Is Texas really a serious rival to California as a destination for high-tech? The growing exodus of banner companies — Oracle Corp, Hewlett-Packard Enterprise Co, Tesla Inc’s Space-X and others — suggests that there’s something to the idea. Still, skeptics rightly point out that plenty of other places have made a bid to become the new Silicon Valley and never come close.
Texas, though, may be different, and not because of the recent high-profile relocations. Unlike other would-be innovation hubs, the state has been quietly nurturing high-tech industry for decades. If Texas eventually rivals California, the consequences could be momentous, not just for industry, but for US politics.
A bit of background: At various times in the nation’s history, different locales have emerged as clusters where industrial innovation has flourished, spawning powerful new corporations and staggering amounts of wealth. These “places of invention†attract a critical mass of companies and talent. They often depend on institutions that train
the next generation of workers and entrepreneurs.
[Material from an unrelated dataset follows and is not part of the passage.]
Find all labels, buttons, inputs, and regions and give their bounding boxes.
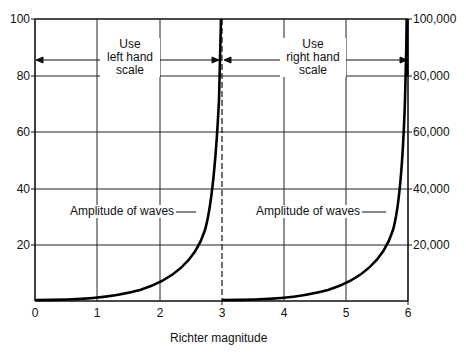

Silicon Valley fits the model. As Margaret O’Mara has observed in her entertaining history of the region, a critical convergence of engineering talent, venture capital, educational institutions and government money unleashed waves of innovation, each building on the previous one to generate ever-larger economic booms.
But nothing is forever. Consider the fate of Hartford, Connecticut. That city was once a high-tech powerhouse in the late 19th century, dominating precision engineering and instrumentation. Its glory days are long gone. Other centers of innovation and invention have suffered similar fates: Philadelphia, which largely pioneered machine-tool production; Detroit, crucible of the automobile industry; and others. If Silicon Valley loses its marquee status, it will almost certainly give way to several hubs in Texas, a state now more readily associated with Ted Cruz, capital punishment and crude oil. The idea that it could ultimately displace California as
the leading centre of innovation seems far-fetched. Except when you take a closer look — and go far back in time.
As one account of Texas’s high-tech history has argued, a new age dawned in 1930. The year brought news of the largest oil discovery ever made in the lower 48 states: the so-called Joiner Strike in the East Texas oil patch. But it also saw the creation of Geophysical Service, a company that used sound waves to prospect for oil, which quickly became an industry standard. The company grew rapidly, expanding into submarine detection during World War II.
In 1951, the company became Texas Instruments, one of the giants of the computer age. Three years later, TI became the first company to design, build and market silicon transistors; seven years later, it developed the first integrated circuits, or computer chips. These became the building block of everything from hand-held calculators to computers. Even as Silicon Valley became the visible leader in computing technology, Texas Instruments flourished in Dallas, growing ever larger.